While EBS volumes are persistent, instance stores are ephemeral. Stateless services, however, don’t really mind this ephemeral nature.
For example, suppose we have a CI/CD fleet setup that creates ephemeral per-job EC2 instances running NixOS. We’re not really interested in persisting any disk state. We’d also like reads + writes to any directory (e.g. /nix, /home/{user}) to be accelerated by the instance store so job scripts don’t need to understand special mount points.
Options
There’s 2 general areas I’m considering:
- Caching/overlay tools.
- Disk setup tools.
Caching/Overlay Tools
Ideally, the origin (e.g. 8 GB boot EBS volume) can be smaller than the cache (e.g. 64+ GB instance stores). This lets us keep the boot EBS volume as small as possible to reduce costs.
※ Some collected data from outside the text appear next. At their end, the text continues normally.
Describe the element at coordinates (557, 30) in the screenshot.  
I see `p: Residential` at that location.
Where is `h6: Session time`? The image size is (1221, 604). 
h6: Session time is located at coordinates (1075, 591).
Currently leaning towards block-level caching so ext4 or XFS can be used for performance.
Block-Level Caching
These tools cache at the block level. The main benefit is that these should work with arbitrary filesystems (e.g. ext4, XFS, BTRFS, ZFS).
LVM Cache or bcache
These seem to be the main options for block-level caching.
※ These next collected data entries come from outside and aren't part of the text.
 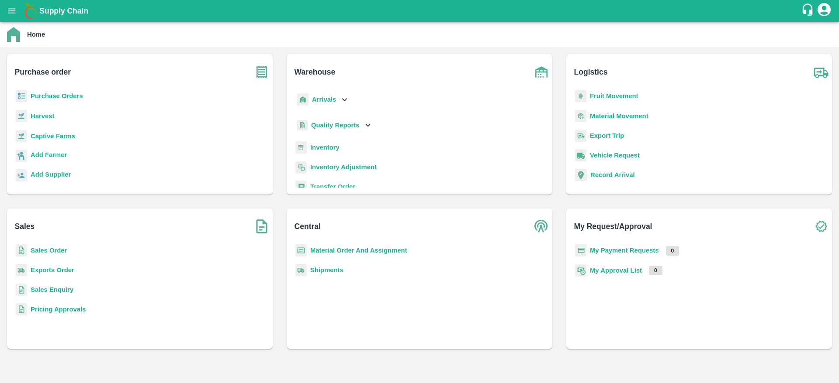 I want to click on a: Sales Order, so click(x=48, y=251).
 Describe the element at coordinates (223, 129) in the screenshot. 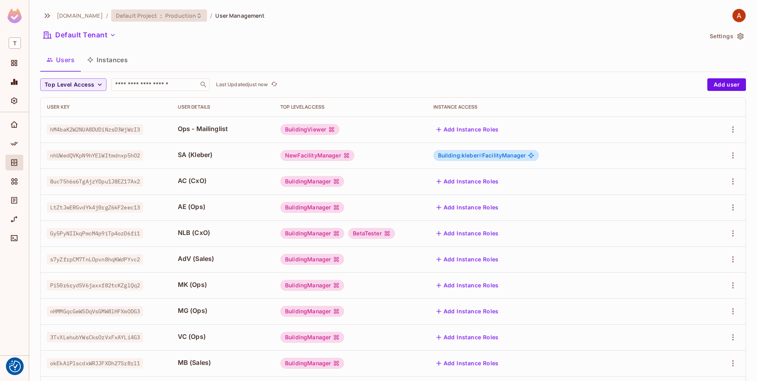

I see `span: Ops - Mailinglist` at that location.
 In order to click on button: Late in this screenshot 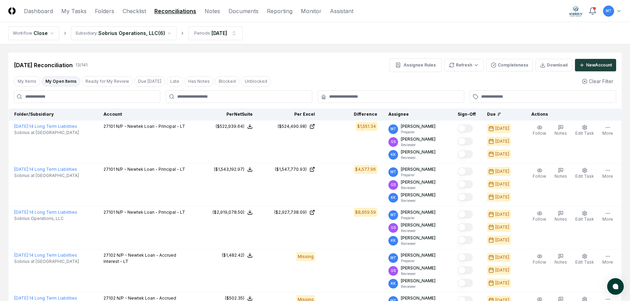, I will do `click(175, 81)`.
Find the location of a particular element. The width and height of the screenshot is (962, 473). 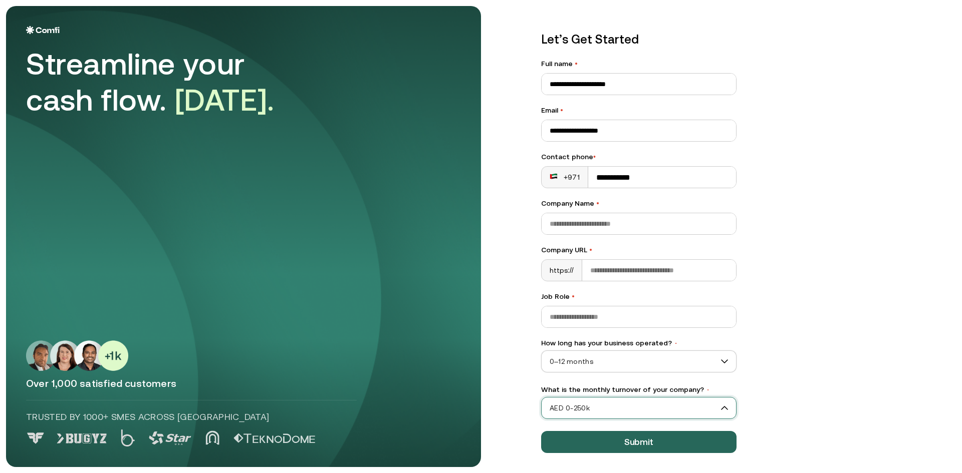

img: Logo 4 is located at coordinates (212, 438).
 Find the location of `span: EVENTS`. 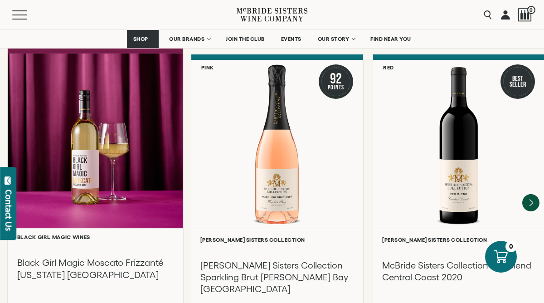

span: EVENTS is located at coordinates (291, 39).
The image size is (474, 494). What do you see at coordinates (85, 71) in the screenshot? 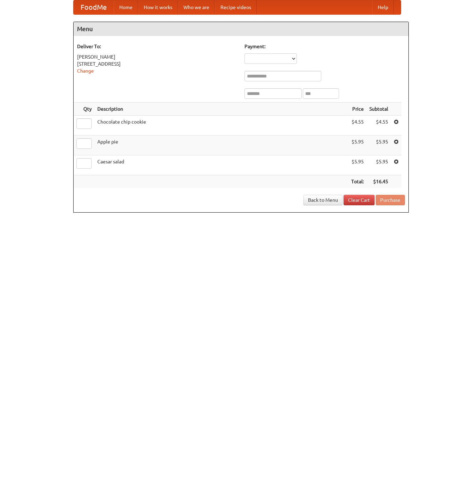
I see `a: Change` at bounding box center [85, 71].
For LVM cache, we probably want some topology like this:
# Boot EBS volume (8-16 GB).
nvme0n1
├── nvme0n1p1
│ └── vg-origin
│ └── lv-origin # → / (ext4 or XFS)
├── nvme0n1p14
├── nvme0n1p15 # → /boot/efi (FAT32)
└── nvme0n1p16 # → /boot (ext4 or XFS)
# Instance store (2048 GB).
nvme1n1
└── vg-cache
└── lv-cache # → / (cachevol)
# Instance store (2048 GB).
nvme2n1
└── vg-cache
└── lv-cache # → / (cachevol)
Writeback from the cache to the origin seems like it can be disabled with the low and high watermark settings.
For bcache, writeback can be disabled by setting writeback_running to off.
Filesystem-Level Caching
These tools cache at the filesystem level. Essentially tied to a specific filesystem which can reduce flexibility.
overlayfs
I think this can’t function as a read cache (i.e. won’t cache files from the lower filesystem to the upper filesystem on read).
ZFS or bcachefs
Both of these trade generally reduced performance for higher durability. For stateless services, this may not be worth it since durability generally isn’t of concern (e.g. any state is stored in a separate database).
Disk Setup Tools
These tools probably have to be run during the initrd/initramfs stage (i.e. before an actual disk is mounted as /).
NixOS has a few options for configuring this phase like boot.initrd.systemd.units and boot.initrd.services.udev.rules.
For example, we might have a systemd unit run disko to create the initial LVM logical volumes and volume groups along with udev rules or systemd.device units for the instance stores which add them to an lv-cache LVM logical volume on attach.